M3 India Newsdesk Jun 07, 2018

Google doodle celebrates American anesthesiologist, Dr Virginia Apgar's 109th birthday, the doctor behind the unique 5-point newborn Apgar score.

 

 

 

 

 

Dr Apgar is the woman behind "Apgar score": a unique five-point score given to newborns to assess their health within one to five minutes after birth.

In 1952, Dr. Virginia Apgar devised a new scoring method for assessing the clinical status of a newborn, immediately after birth at 1 minute of age. This was at a time when the focus was more or less on the wellbeing of the woman who had just undergone labor. There lacked a standardized protocol for accurately evaluating the health of a baby after birth resulting in a high infant mortality rate.

Dr. Apgar selected 5 objective signs pertaining to the condition of the infant at birth that could be evaluated and taught to the delivery room personnel without any difficulty. These signs were heart rate, respiratory effort, reflex irritability, muscle tone, and color. Sixty seconds after the complete birth of the baby, a rating of zero, one or two are given to each depending upon whether it was present or absent. The resulting APGAR score ranges from zero to ten. 

The Apgar scale is determined by 5 simple criteria: Appearance, Pulse, Grimace, Activity, Respiration

On each scale, the newborn baby is given a score between 0 to 2. The final Apgar score ranges from 0 to 10. The APGAR test is generally performed between 1 to 5 minutes after birth. It may be repeated later if the score was low to begin with and remains low. Any score lower than 8 indicates the child needs assistance. Scores below 5 indicate that the infant needs immediate assistance in adjusting to his or her new environment. However, a child who has a low score at 1 minute and a normal score at 5 minutes should not have any long-term problems. A score of 8 or 9 is normal and indicates the newborn is in good condition.


The life of Virginia Apgar 

Virginia Apgar was born on June 7, 1909, to Helen and Charles Apgar in Westfield, New Jersey. After graduating from Westfield High, she entered Mount Holyoke College and majored in Zoology. After graduating from Mount Holyoke, she entered Columbia University College of Physicians and Surgeons. Graduating fourth in her class, she received her M.D. degree from Columbia. She was awarded a highly-prized, two-year internship in surgery at Columbia Presbyterian Hospital.

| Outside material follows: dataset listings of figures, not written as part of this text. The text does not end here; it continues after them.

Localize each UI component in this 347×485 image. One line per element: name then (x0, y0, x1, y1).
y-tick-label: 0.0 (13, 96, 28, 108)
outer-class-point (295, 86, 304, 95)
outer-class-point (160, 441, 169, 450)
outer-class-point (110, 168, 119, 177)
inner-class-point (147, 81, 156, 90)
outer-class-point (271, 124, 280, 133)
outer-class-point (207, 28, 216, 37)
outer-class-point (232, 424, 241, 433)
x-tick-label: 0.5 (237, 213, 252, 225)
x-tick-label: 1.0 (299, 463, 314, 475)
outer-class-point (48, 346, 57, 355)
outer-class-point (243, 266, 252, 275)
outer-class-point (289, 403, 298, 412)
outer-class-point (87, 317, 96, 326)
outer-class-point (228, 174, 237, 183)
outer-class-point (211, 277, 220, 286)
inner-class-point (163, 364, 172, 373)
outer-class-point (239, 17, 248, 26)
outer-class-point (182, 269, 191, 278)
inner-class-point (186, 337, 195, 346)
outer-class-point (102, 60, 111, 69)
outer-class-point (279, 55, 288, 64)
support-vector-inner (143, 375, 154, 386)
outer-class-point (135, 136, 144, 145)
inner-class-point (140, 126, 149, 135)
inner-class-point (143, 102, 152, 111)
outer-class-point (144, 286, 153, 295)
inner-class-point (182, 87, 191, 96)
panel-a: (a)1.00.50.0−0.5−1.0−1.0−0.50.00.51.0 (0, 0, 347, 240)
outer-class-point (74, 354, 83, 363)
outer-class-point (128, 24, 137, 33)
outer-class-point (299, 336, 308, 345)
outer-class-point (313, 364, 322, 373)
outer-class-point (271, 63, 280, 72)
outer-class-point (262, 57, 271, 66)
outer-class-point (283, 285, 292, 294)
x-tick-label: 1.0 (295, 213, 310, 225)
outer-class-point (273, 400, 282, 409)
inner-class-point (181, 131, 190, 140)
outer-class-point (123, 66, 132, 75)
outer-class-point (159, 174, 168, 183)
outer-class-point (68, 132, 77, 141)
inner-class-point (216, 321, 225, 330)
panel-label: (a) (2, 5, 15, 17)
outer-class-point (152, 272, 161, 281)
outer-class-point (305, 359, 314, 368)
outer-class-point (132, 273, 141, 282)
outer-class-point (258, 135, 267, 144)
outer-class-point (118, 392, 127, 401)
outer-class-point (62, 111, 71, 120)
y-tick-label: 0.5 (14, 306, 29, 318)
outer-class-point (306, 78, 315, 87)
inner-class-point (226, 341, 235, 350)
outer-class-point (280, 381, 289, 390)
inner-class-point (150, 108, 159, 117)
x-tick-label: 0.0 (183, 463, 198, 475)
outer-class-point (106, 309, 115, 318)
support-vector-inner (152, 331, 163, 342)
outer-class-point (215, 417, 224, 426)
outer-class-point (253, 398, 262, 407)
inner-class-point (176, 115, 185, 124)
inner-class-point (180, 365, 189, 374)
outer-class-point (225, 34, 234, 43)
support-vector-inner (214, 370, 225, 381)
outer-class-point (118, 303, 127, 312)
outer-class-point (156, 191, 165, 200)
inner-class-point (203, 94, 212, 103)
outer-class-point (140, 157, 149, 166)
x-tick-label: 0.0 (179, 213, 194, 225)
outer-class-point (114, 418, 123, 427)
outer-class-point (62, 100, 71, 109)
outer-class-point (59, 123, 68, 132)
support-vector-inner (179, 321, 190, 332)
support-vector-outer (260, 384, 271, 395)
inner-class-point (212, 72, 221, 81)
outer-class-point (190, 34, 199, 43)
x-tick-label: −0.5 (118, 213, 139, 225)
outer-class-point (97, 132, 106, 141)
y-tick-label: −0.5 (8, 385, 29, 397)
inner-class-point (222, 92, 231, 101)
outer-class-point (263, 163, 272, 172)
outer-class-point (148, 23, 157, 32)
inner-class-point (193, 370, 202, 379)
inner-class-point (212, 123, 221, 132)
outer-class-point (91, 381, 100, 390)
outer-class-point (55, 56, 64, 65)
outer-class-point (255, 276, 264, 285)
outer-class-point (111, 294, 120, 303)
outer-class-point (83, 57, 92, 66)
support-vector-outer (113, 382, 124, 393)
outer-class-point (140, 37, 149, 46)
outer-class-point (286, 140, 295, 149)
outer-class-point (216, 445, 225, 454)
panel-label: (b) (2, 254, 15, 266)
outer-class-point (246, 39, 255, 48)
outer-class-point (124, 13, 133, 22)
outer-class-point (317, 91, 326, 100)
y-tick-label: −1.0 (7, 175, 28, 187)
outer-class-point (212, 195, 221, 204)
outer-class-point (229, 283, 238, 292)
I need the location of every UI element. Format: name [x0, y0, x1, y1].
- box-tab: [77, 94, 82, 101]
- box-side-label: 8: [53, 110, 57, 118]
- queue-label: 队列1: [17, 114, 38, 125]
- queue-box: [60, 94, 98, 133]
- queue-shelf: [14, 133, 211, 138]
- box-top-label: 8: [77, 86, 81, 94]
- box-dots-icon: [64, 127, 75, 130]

In 1935, after completing her surgical internship, she decided not to practice surgery. Switching careers, she began training at Columbia to become an anesthesiologist.  At 29, she was appointed the head of the division of anesthesiology, under the department of surgery, making her the first female division head in the medical school’s history.

When the division of anesthesiology at Columbia was split off from the department of surgery, Dr. Apgar turned her attention to obstetrical anesthesia. She hit on the idea for a new way to evaluate newborns at birth. While carrying a full clinical load, she attended hundreds of deliveries gathering data to test her idea.

In 1952, she presented the test at a scientific conference and finally in 1953 Dr. Apgar published her newborn scoring system for estimating the viability of a newborn. From then on, the Apgar score disseminated all over the United States. One year later, it found similar resonance in Europe.


The APGAR acronym

As stated  by J. Van Robays in "The story of Virginia Apgar."  (Facts Views Vis Obgyn, 2015, 7 (3): 192-197)

In 1961, Victoria Apgar received a letter from a Dr. Joseph Butterfield, a professor at the Colorado University in Denver. She had already received plenty of praiseful notes after her publication, but the Butterfield letter contained something interesting. One of his residents had come up with the idea of connecting the five letters of APGAR to the five points of attention in a newborn.

A- Appearance (skin colour) P- Pulse G- Grimace (reflexes to stimuli) A- Activity (muscular tone and movement) R- Respiration (breathing)

Victoria Apgar loved the idea and adopted the acronym immediately. After the introduction of her score, Virginia Apgar continued to do medical research, among other things in the field of acidosis and other acid-base disturbances in newborns.